Updated On: 22 April, 2022 07:10 AM IST | Mumbai | Rosalyn D`mello
How does one keep their professional lives thriving while tending to a newborn? Well, we figure out our own hacks and plan ahead

I have merged the nursery with my work room so that I am able to be around him during the day while he naps and I get my work done. Pic/Rosalyn D’Mello
The recurring question in most every conversation with other mothers my age who are either nursing infants or caring for toddlers is, quite simply—how do I manage to work while mothering? My go-to answer is that I don’t have a choice. Because I have only lived here for two years and haven’t had a full-time job, I am infinitely less privileged than anyone who might have had even the most basic occupation which would have guaranteed me some form of paid maternity leave. Italian laws are not as generous to mothers as other European countries. The higher cost of living also means that hired help is unaffordable. I confess I feel envy when I meet other mothers in the region who get to enjoy certain luxuries to which I am simply not entitled. Additionally, most of them have had their mothers or siblings help them ease into parenthood. My in-laws had COVID one after the other soon after our child’s birth, which made them inaccessible to us for almost three weeks. When my partner exhausted his 10-day paternity leave, it meant that from the time he began his work day, at noon, until 7.30 pm, I was alone with our child.
One of my coping mechanisms involved clearing my plate in the final two months of pregnancy. I refused work that didn’t pay enough, which nonetheless resulted in financial loss, but I had better paying work lined up from my third month postpartum that would put me back on track. In the past two months, despite all the challenges of tending to a newborn—and I had many, from recovering from a C-section to not having enough milk and having to pump every three hours while also feeding and caring for our child to having to manage an overactive letdown—I have continued to send these weekly dispatches and write my monthly art criticism essays for the online publication for which I am a contributor. I have also been simultaneously working on my archive, as well as two publications that I must put to bed by the first week of May—the first, a mock-up of my thesis that was the basis of my residency at Künstlerhaus Büchsenhausen, the second, the culmination of my jam documentation project in Tramin, the Traminer Marmaladen Almanach.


◆ WHAT THE EXERCISE ASKS ◆
Each record, word for word and stripped of pictures, is what the answer should contain.

◆ EXTRACTED INFORMATION ◆
Start of Block

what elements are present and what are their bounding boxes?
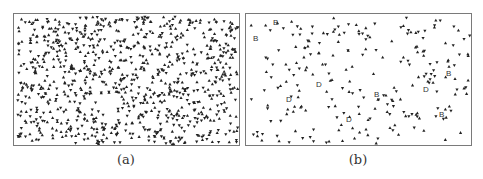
marker-down-icon [149,30,152,33]
marker-up-icon [302,56,305,59]
marker-up-icon [51,133,54,136]
marker-down-icon [192,90,195,93]
marker-up-icon [119,51,122,54]
marker-down-icon [222,20,225,23]
marker-down-icon [119,80,122,83]
marker-down-icon [325,142,328,145]
marker-up-icon [422,129,425,132]
marker-down-icon [109,61,112,64]
marker-down-icon [276,87,279,90]
marker-down-icon [175,96,178,99]
marker-up-icon [163,99,166,102]
panel-a [13,13,240,146]
marker-down-icon [132,100,135,103]
marker-down-icon [366,35,369,38]
marker-down-icon [97,57,100,60]
marker-down-icon [203,117,206,120]
marker-up-icon [165,45,168,48]
marker-up-icon [117,109,120,112]
marker-down-icon [311,26,314,29]
marker-down-icon [250,98,253,101]
marker-up-icon [48,83,51,86]
marker-up-icon [186,49,189,52]
marker-down-icon [263,89,266,92]
marker-up-icon [229,56,232,59]
marker-up-icon [36,61,39,64]
marker-up-icon [390,40,393,43]
marker-up-icon [58,20,61,23]
marker-down-icon [36,122,39,125]
marker-up-icon [209,119,212,122]
marker-up-icon [99,23,102,26]
marker-down-icon [298,33,301,36]
marker-up-icon [293,105,296,108]
marker-down-icon [178,92,181,95]
marker-down-icon [69,89,72,92]
marker-down-icon [186,44,189,47]
marker-up-icon [168,86,171,89]
marker-up-icon [115,29,118,32]
marker-up-icon [209,107,212,110]
marker-up-icon [179,96,182,99]
marker-up-icon [234,115,237,118]
marker-up-icon [130,136,133,139]
marker-down-icon [29,115,32,118]
marker-up-icon [191,61,194,64]
marker-up-icon [86,119,89,122]
marker-down-icon [432,69,435,72]
marker-down-icon [292,74,295,77]
marker-down-icon [205,138,208,141]
marker-up-icon [62,25,65,28]
marker-up-icon [364,128,367,131]
panel-b: BBDDBDDBB [245,13,472,146]
marker-down-icon [61,45,64,48]
marker-down-icon [90,33,93,36]
marker-up-icon [39,131,42,134]
marker-up-icon [108,65,111,68]
marker-down-icon [74,42,77,45]
marker-up-icon [35,41,38,44]
marker-up-icon [192,47,195,50]
marker-up-icon [146,62,149,65]
marker-up-icon [233,86,236,89]
marker-up-icon [290,20,293,23]
marker-up-icon [201,138,204,141]
marker-up-icon [322,31,325,34]
marker-up-icon [186,114,189,117]
marker-down-icon [215,76,218,79]
marker-up-icon [46,121,49,124]
marker-down-icon [374,49,377,52]
scatter-field-a [14,14,241,147]
marker-up-icon [459,131,462,134]
marker-up-icon [76,37,79,40]
marker-down-icon [186,99,189,102]
marker-down-icon [180,127,183,130]
marker-up-icon [169,24,172,27]
marker-up-icon [95,131,98,134]
marker-down-icon [137,92,140,95]
marker-up-icon [164,82,167,85]
marker-down-icon [89,39,92,42]
scatter-field-b: BBDDBDDBB [246,14,473,147]
marker-up-icon [119,77,122,80]
marker-up-icon [64,41,67,44]
marker-down-icon [159,123,162,126]
marker-down-icon [357,33,360,36]
marker-down-icon [79,17,82,20]
marker-up-icon [79,50,82,53]
marker-up-icon [38,83,41,86]
marker-up-icon [23,82,26,85]
marker-down-icon [298,67,301,70]
marker-up-icon [163,93,166,96]
marker-down-icon [83,30,86,33]
marker-up-icon [95,127,98,130]
marker-up-icon [218,43,221,46]
marker-up-icon [171,40,174,43]
marker-down-icon [94,54,97,57]
marker-up-icon [278,139,281,142]
marker-up-icon [348,80,351,83]
marker-down-icon [88,45,91,48]
marker-down-icon [20,127,23,130]
marker-down-icon [222,47,225,50]
marker-down-icon [158,111,161,114]
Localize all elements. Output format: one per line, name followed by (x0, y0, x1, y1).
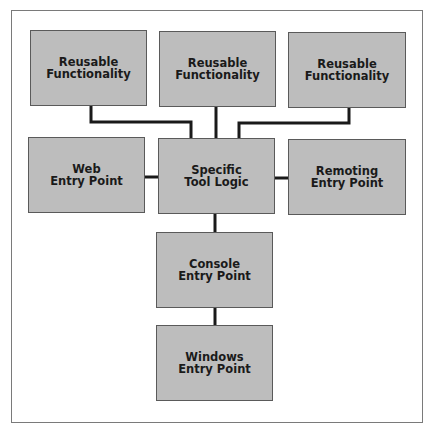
node-specific-tool-logic: Specific Tool Logic (158, 138, 275, 214)
node-reusable-functionality-1: Reusable Functionality (30, 30, 147, 106)
node-label-line-2: Tool Logic (184, 176, 248, 188)
node-label-line-2: Entry Point (178, 363, 251, 375)
node-label-line-2: Entry Point (178, 270, 251, 282)
edge-reusable-3-to-specific (239, 108, 349, 138)
node-console-entry-point: Console Entry Point (156, 232, 273, 308)
node-label-line-2: Entry Point (311, 177, 384, 189)
node-web-entry-point: Web Entry Point (28, 137, 145, 213)
node-label-line-2: Functionality (46, 68, 131, 80)
node-label-line-2: Functionality (175, 69, 260, 81)
node-remoting-entry-point: Remoting Entry Point (288, 139, 406, 215)
edge-reusable-1-to-specific (91, 106, 191, 138)
node-label-line-2: Functionality (305, 70, 390, 82)
node-reusable-functionality-2: Reusable Functionality (159, 31, 276, 107)
node-reusable-functionality-3: Reusable Functionality (288, 32, 406, 108)
node-windows-entry-point: Windows Entry Point (156, 325, 273, 401)
node-label-line-2: Entry Point (50, 175, 123, 187)
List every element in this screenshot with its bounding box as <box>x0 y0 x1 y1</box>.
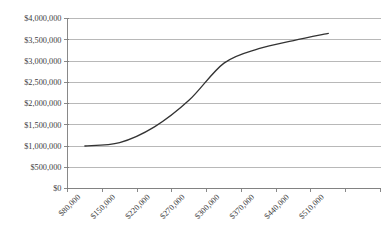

End of Block

◆ SOLUTION FOR THIS PROBLEM ◆
what elements are present and what are their bounding boxes?
marker-down-icon [149,30,152,33]
marker-up-icon [302,56,305,59]
marker-up-icon [51,133,54,136]
marker-down-icon [192,90,195,93]
marker-up-icon [119,51,122,54]
marker-down-icon [222,20,225,23]
marker-down-icon [119,80,122,83]
marker-down-icon [325,142,328,145]
marker-up-icon [422,129,425,132]
marker-down-icon [109,61,112,64]
marker-down-icon [276,87,279,90]
marker-down-icon [175,96,178,99]
marker-up-icon [163,99,166,102]
panel-a [13,13,240,146]
marker-down-icon [132,100,135,103]
marker-down-icon [366,35,369,38]
marker-down-icon [97,57,100,60]
marker-down-icon [203,117,206,120]
marker-up-icon [165,45,168,48]
marker-up-icon [117,109,120,112]
marker-down-icon [311,26,314,29]
marker-down-icon [250,98,253,101]
marker-up-icon [48,83,51,86]
marker-up-icon [186,49,189,52]
marker-down-icon [263,89,266,92]
marker-up-icon [229,56,232,59]
marker-up-icon [36,61,39,64]
marker-up-icon [390,40,393,43]
marker-up-icon [58,20,61,23]
marker-down-icon [36,122,39,125]
marker-up-icon [209,119,212,122]
marker-up-icon [99,23,102,26]
marker-down-icon [298,33,301,36]
marker-up-icon [293,105,296,108]
marker-down-icon [178,92,181,95]
marker-down-icon [69,89,72,92]
marker-down-icon [186,44,189,47]
marker-up-icon [168,86,171,89]
marker-up-icon [115,29,118,32]
marker-up-icon [209,107,212,110]
marker-up-icon [179,96,182,99]
marker-up-icon [234,115,237,118]
marker-up-icon [130,136,133,139]
marker-down-icon [29,115,32,118]
marker-up-icon [191,61,194,64]
marker-up-icon [86,119,89,122]
marker-down-icon [432,69,435,72]
marker-down-icon [292,74,295,77]
marker-down-icon [205,138,208,141]
marker-up-icon [62,25,65,28]
marker-up-icon [364,128,367,131]
panel-b: BBDDBDDBB [245,13,472,146]
marker-down-icon [61,45,64,48]
marker-down-icon [90,33,93,36]
marker-up-icon [39,131,42,134]
marker-up-icon [108,65,111,68]
marker-down-icon [74,42,77,45]
marker-up-icon [35,41,38,44]
marker-up-icon [192,47,195,50]
marker-up-icon [146,62,149,65]
marker-up-icon [233,86,236,89]
marker-up-icon [290,20,293,23]
marker-up-icon [201,138,204,141]
marker-up-icon [322,31,325,34]
marker-up-icon [186,114,189,117]
marker-down-icon [215,76,218,79]
marker-up-icon [46,121,49,124]
marker-down-icon [374,49,377,52]
scatter-field-a [14,14,241,147]
marker-up-icon [459,131,462,134]
marker-up-icon [76,37,79,40]
marker-down-icon [186,99,189,102]
marker-down-icon [180,127,183,130]
marker-up-icon [169,24,172,27]
marker-up-icon [95,131,98,134]
marker-down-icon [137,92,140,95]
marker-up-icon [164,82,167,85]
marker-down-icon [89,39,92,42]
scatter-field-b: BBDDBDDBB [246,14,473,147]
marker-up-icon [119,77,122,80]
marker-up-icon [64,41,67,44]
marker-down-icon [159,123,162,126]
marker-down-icon [357,33,360,36]
marker-down-icon [79,17,82,20]
marker-up-icon [79,50,82,53]
marker-up-icon [38,83,41,86]
marker-up-icon [23,82,26,85]
marker-down-icon [298,67,301,70]
marker-up-icon [163,93,166,96]
marker-down-icon [83,30,86,33]
marker-up-icon [95,127,98,130]
marker-up-icon [218,43,221,46]
marker-up-icon [171,40,174,43]
marker-down-icon [94,54,97,57]
marker-up-icon [278,139,281,142]
marker-up-icon [348,80,351,83]
marker-down-icon [88,45,91,48]
marker-down-icon [20,127,23,130]
marker-down-icon [222,47,225,50]
marker-down-icon [158,111,161,114]
Localize all elements. Output format: one per line, name followed by (x0, y0, x1, y1).
node-specific-tool-logic: Specific Tool Logic (158, 138, 275, 214)
node-reusable-functionality-1: Reusable Functionality (30, 30, 147, 106)
node-label-line-2: Tool Logic (184, 176, 248, 188)
node-label-line-2: Entry Point (178, 363, 251, 375)
node-label-line-2: Entry Point (178, 270, 251, 282)
edge-reusable-3-to-specific (239, 108, 349, 138)
node-console-entry-point: Console Entry Point (156, 232, 273, 308)
node-label-line-2: Entry Point (311, 177, 384, 189)
node-web-entry-point: Web Entry Point (28, 137, 145, 213)
node-label-line-2: Functionality (46, 68, 131, 80)
node-label-line-2: Functionality (175, 69, 260, 81)
node-remoting-entry-point: Remoting Entry Point (288, 139, 406, 215)
edge-reusable-1-to-specific (91, 106, 191, 138)
node-label-line-2: Functionality (305, 70, 390, 82)
node-reusable-functionality-2: Reusable Functionality (159, 31, 276, 107)
node-reusable-functionality-3: Reusable Functionality (288, 32, 406, 108)
node-windows-entry-point: Windows Entry Point (156, 325, 273, 401)
node-label-line-2: Entry Point (50, 175, 123, 187)
List every element in this screenshot with its bounding box as <box>x0 y0 x1 y1</box>.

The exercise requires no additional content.